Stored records
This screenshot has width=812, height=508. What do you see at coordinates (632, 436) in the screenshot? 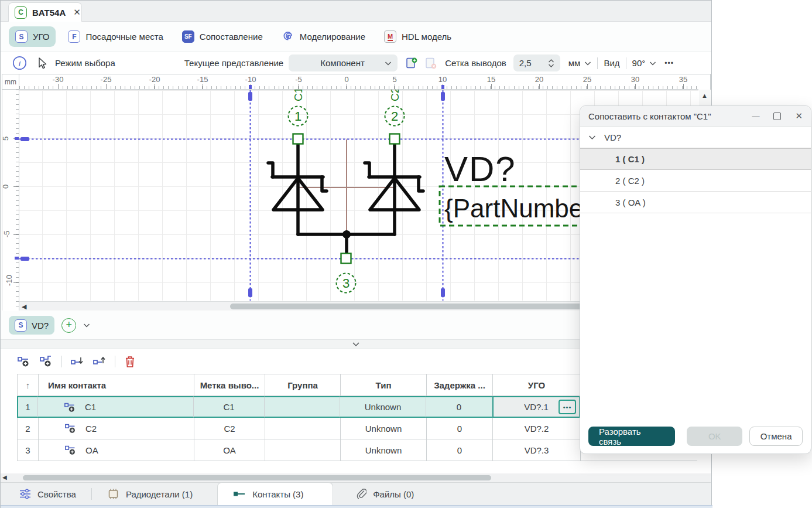
I see `break-link-button: Разорвать связь` at bounding box center [632, 436].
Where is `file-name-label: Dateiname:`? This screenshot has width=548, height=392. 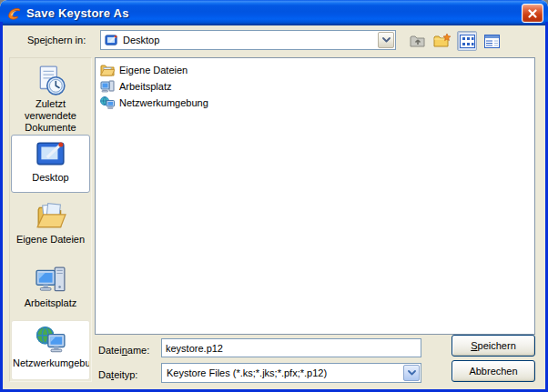
file-name-label: Dateiname: is located at coordinates (124, 350).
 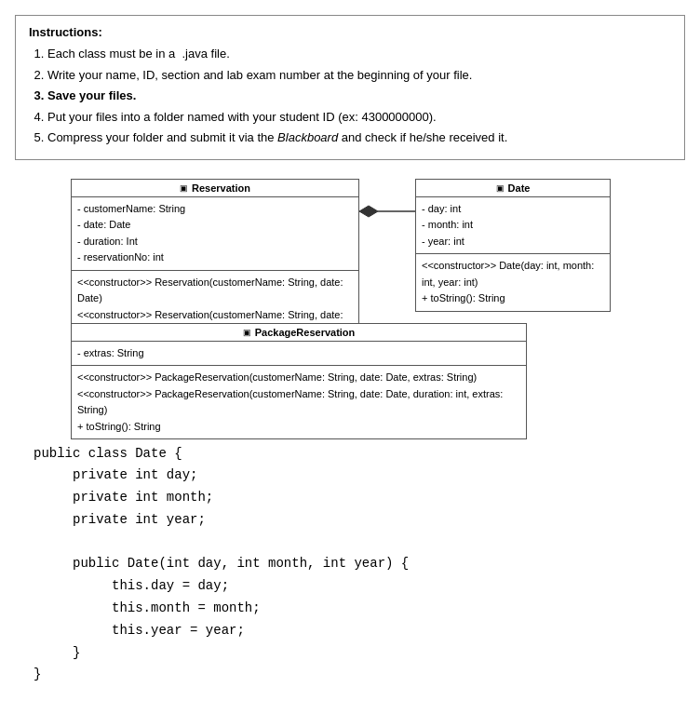 I want to click on reservation-title: Reservation, so click(x=222, y=188).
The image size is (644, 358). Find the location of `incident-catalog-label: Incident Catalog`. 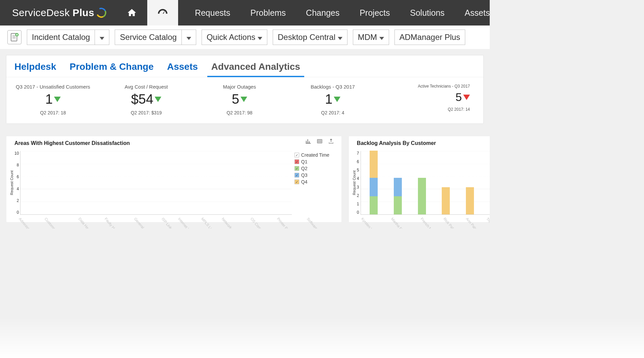

incident-catalog-label: Incident Catalog is located at coordinates (61, 37).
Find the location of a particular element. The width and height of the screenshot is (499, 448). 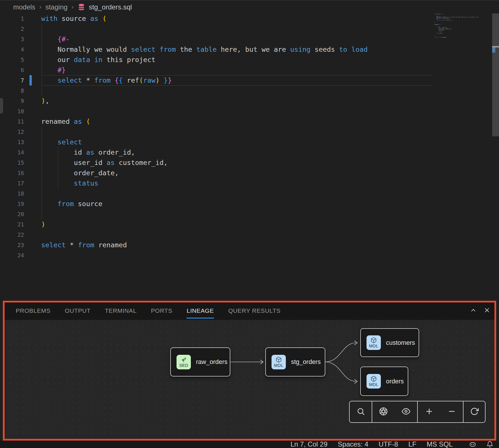

database-icon is located at coordinates (81, 7).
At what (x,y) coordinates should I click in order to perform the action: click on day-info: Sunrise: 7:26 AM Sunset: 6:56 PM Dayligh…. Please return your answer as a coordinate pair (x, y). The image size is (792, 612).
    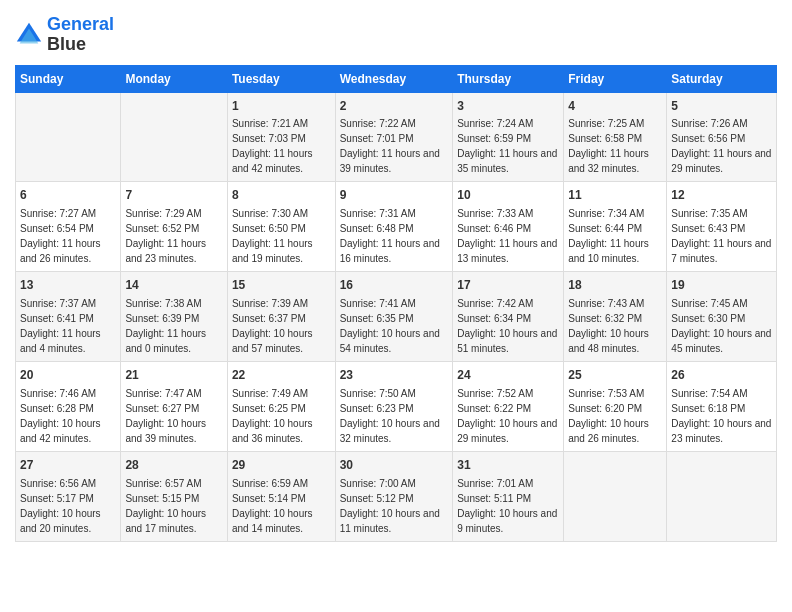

**Work item:**
Pictures excluded, return exactly the lines from the one with "has width=548, height=392." through the final line of the entries above, both included.

**Output for this exercise:**
Where is `file-name-label: Dateiname:`? This screenshot has width=548, height=392. 
file-name-label: Dateiname: is located at coordinates (124, 350).
  I want to click on reservation-title: Reservation, so click(x=222, y=188).
The image size is (644, 358). Find the location of `incident-catalog-label: Incident Catalog`. 

incident-catalog-label: Incident Catalog is located at coordinates (61, 37).
Find the location of a particular element. The width and height of the screenshot is (499, 448). 

database-icon is located at coordinates (81, 7).
At what (x,y) coordinates should I click in order to perform the action: click on day-info: Sunrise: 7:26 AM Sunset: 6:56 PM Dayligh…. Please return your answer as a coordinate pair (x, y). The image size is (792, 612).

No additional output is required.